Silence was the defining sound of Saturday.

Not the holy kind, like in a quiet church or a moment of prayer. No, this was the kind of silence that settles in your chest after your whole world falls apart. The kind that screams louder than words because you don’t know what to say.

For the disciples, Saturday was the day after everything they believed in died.

Literally.

Friday had been a horror show—brutal, bloody, and public. Jesus didn’t just die; He was humiliated. Executed like a criminal. And now, on Saturday, there was nothing. No rescue, no miracle, no dramatic twist. Just a sealed tomb and a deafening silence.

This is where we forget the story. We jump from crucifixion to resurrection like it’s a quick montage. But for the people who were actually there, Saturday was a day that felt a year-long. But it wasn’t a pause. It was a gut punch.

Peter couldn’t get the haunting sound of that rooster crowing out of his mind. Mary was sobbing. They, along with the other disciples, were locked away, hiding, confused, afraid, and traumatized. Would the Romans come for them next? Would they kill everyone to ensure there would be no trouble? To silence the movement, once and for all? Everything Jesus said had felt so clear before, but now? Now it just looked like failure.

I’ll bet at some point, Peter thought, “If only I had just stayed on the boat…

Saturday is the day your faith doesn’t feel like enough. It’s the day between promise and payoff. The day when hope feels stupid. The day when God seems quiet, distant, or worse—absent. It’s the day you sit in the gap, unsure whether to move on or hold on.

Sometimes it’s a day. Sometimes, it’s a lifetime. And yet, Saturdays matter. Maybe more than we realize.

You see, in the silence of Saturday, something was still happening. Heaven hadn’t gone dark. Jesus’ body may have been buried in a borrowed tomb, but He hadn’t stopped working. In ways the disciples couldn’t see yet, the story was still being written.

What they couldn’t see—and what we often forget—is that while Jesus’ body rested in the tomb, His spirit was at work.

There’s a long-standing belief in Christian theology, rooted in scriptures like 1 Peter 3:18–20 and Colossians 2:15, that Jesus was waging spiritual war on our behalf. That in those silent, dark hours, He descended into the depths to confront the powers of hell itself. Not as a victim, but as a conquering King.

He wasn’t idle, and he wasn’t hiding. He was plundering the enemy’s camp, disarming the forces of darkness, declaring once and for all that sin, death, and shame would no longer have the final word. It wasn’t a nap—it was a rescue mission. A cosmic takedown.

The disciples thought the silence meant the story was over, but Jesus was just getting started.

That’s true for us too.

Sometimes God does His deepest work in the silence. In the waiting. In the Saturday spaces of our lives, where the pain lingers and the questions don’t get answered fast enough.

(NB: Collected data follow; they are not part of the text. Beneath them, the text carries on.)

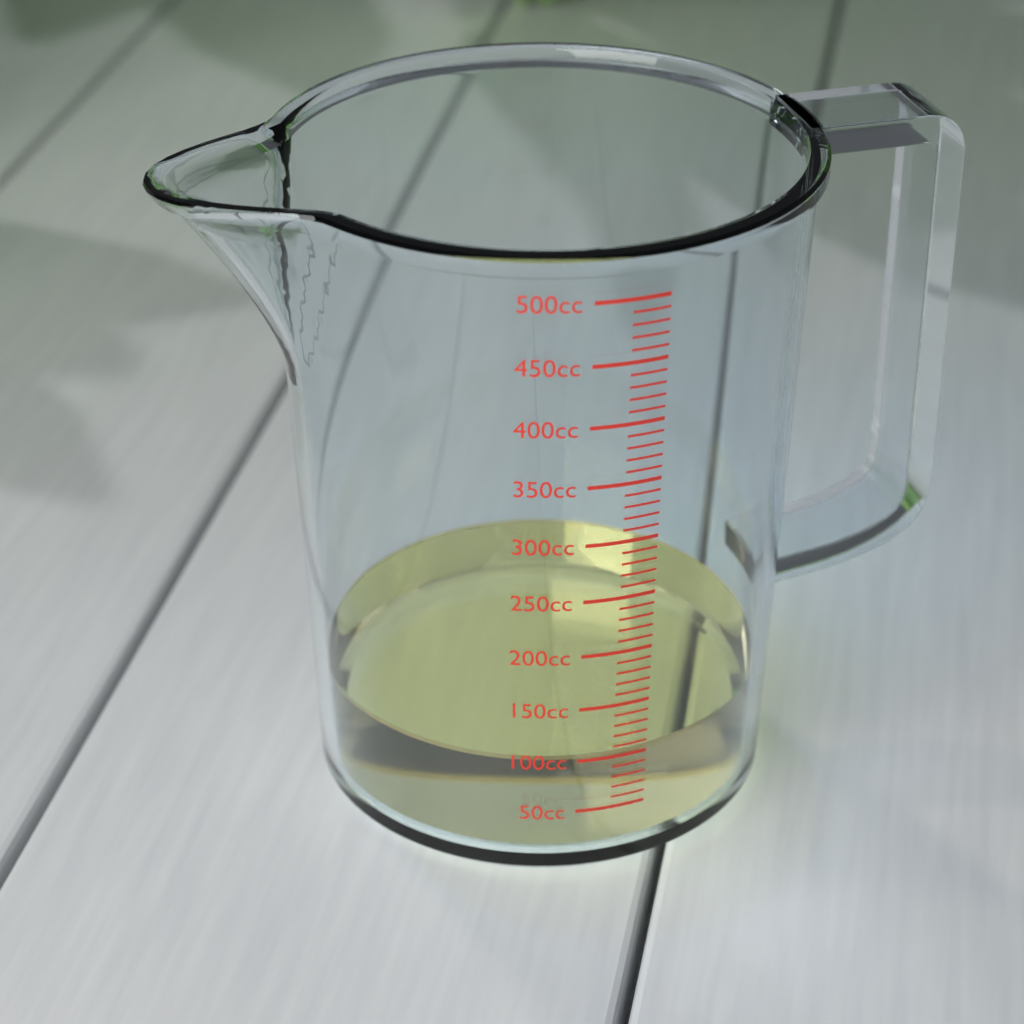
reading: 100 cc
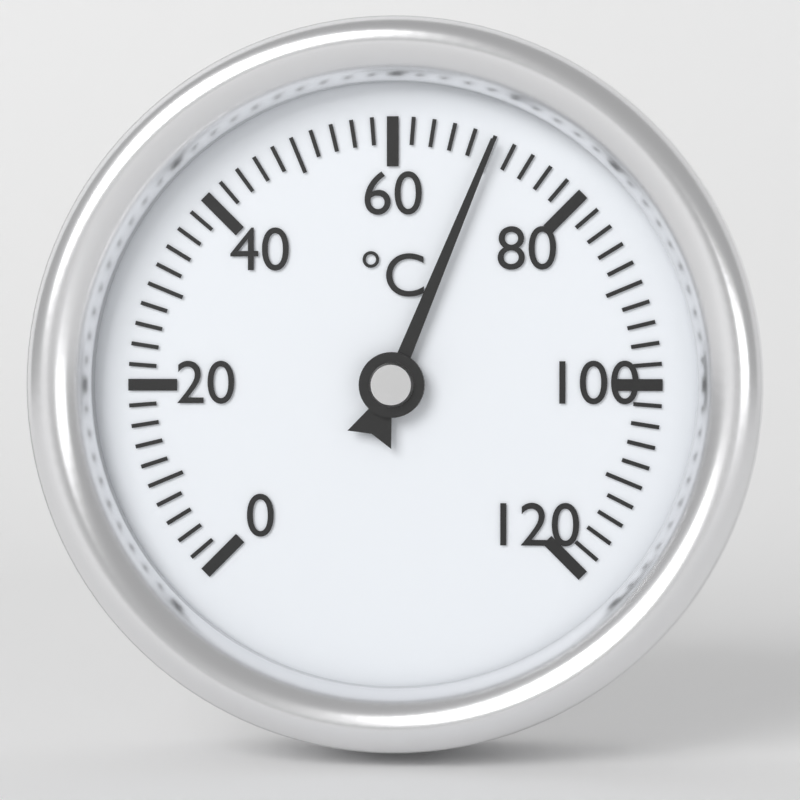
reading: 70 °C
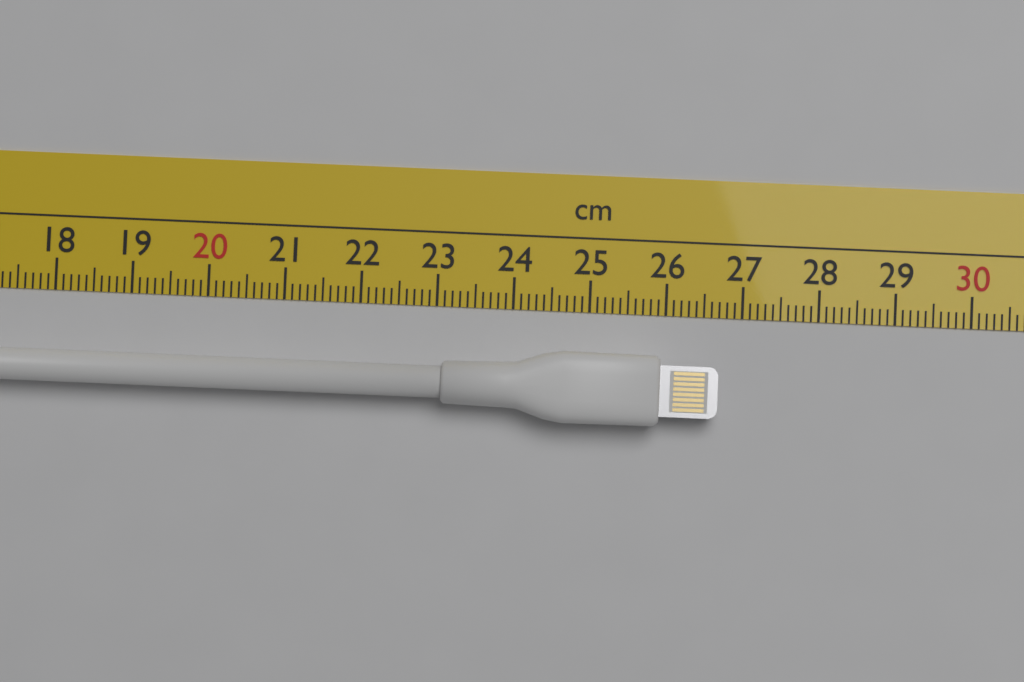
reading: 26.7 cm
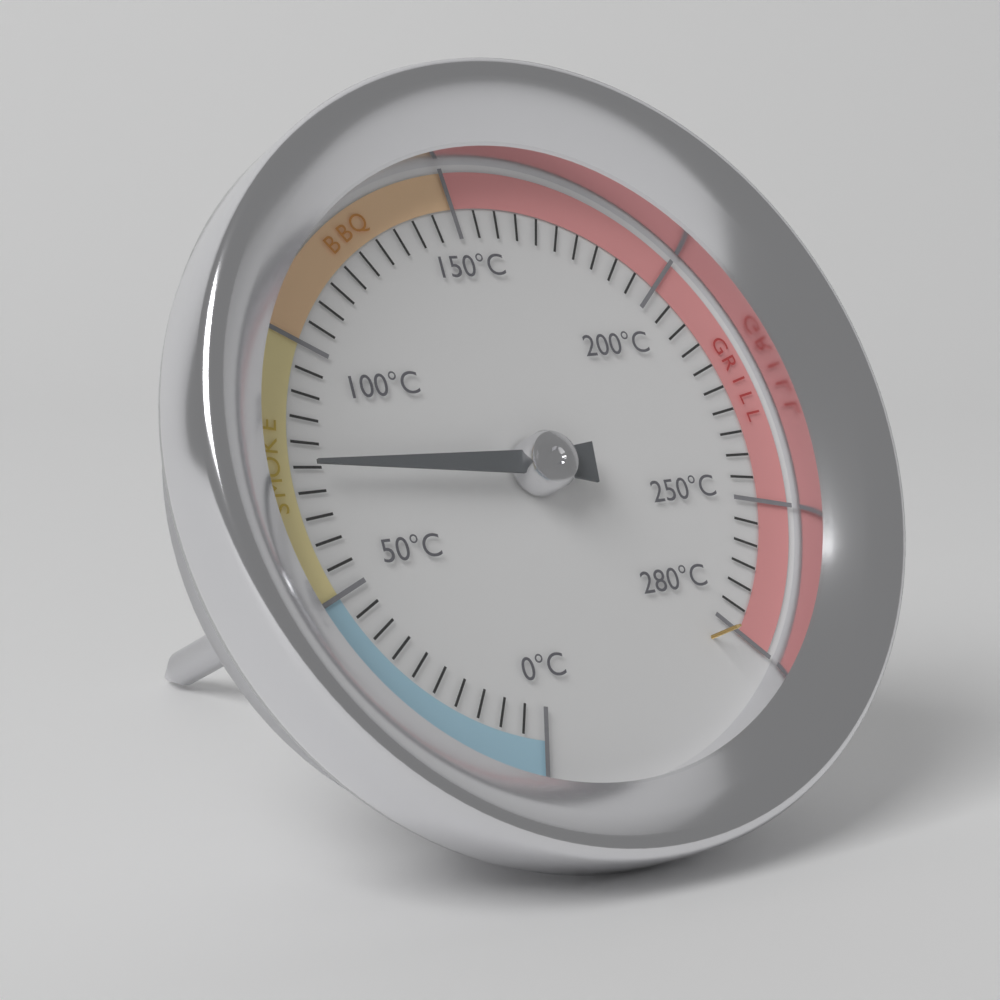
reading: 75 °C
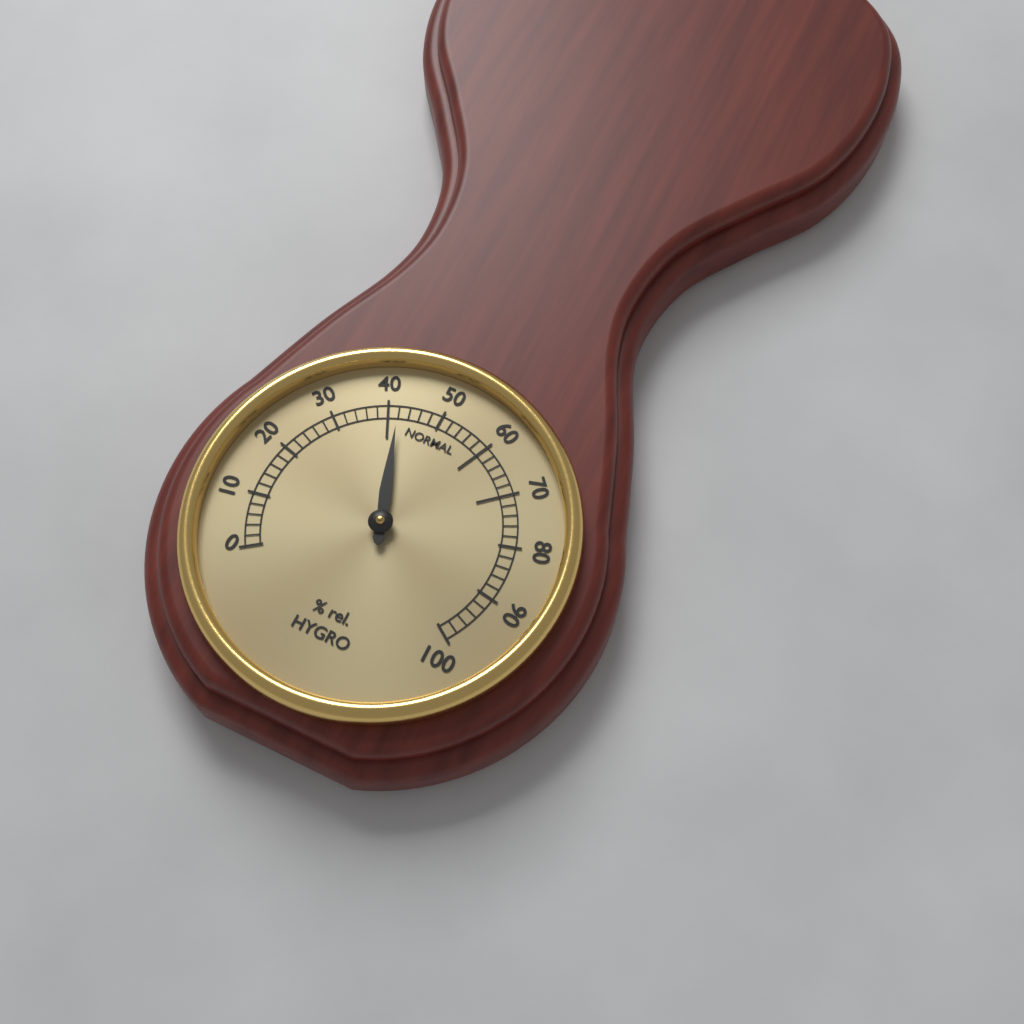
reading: 42 % rel.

We want resurrection. We want Sunday. But we live most of our lives in Saturday.

The faith it takes to worship on a mountaintop is real, but the faith it takes to trust God in the middle of the valley—when nothing makes sense, and everything hurts—is the kind of faith that changes you.

So what held them together on Saturday? My best guess is that some of Jesus’ words from only a few days before echoed in the minds of his friends and loved ones:

“You will grieve, but your grief will turn to joy.” (John 16:20)

In the fog of fear and the numbness of loss, maybe someone whispered it aloud. Maybe it sounded ridiculous in the moment—but maybe it was enough to hold on. Not with white-knuckle certainty, but with barely-there hope. The kind that hurts because you still want to believe.

Jesus hadn’t promised they wouldn’t grieve. He’d promised that grief wouldn’t get the final word.

That was enough. Sufficient grace.

So if you’re in a Saturday season right now, take heart.

Even when it feels like nothing is happening, resurrection is on the way. God is not done. The silence is not the end of the story. It’s just the middle. This too shall pass.

The joy of Sunday is worth the wait.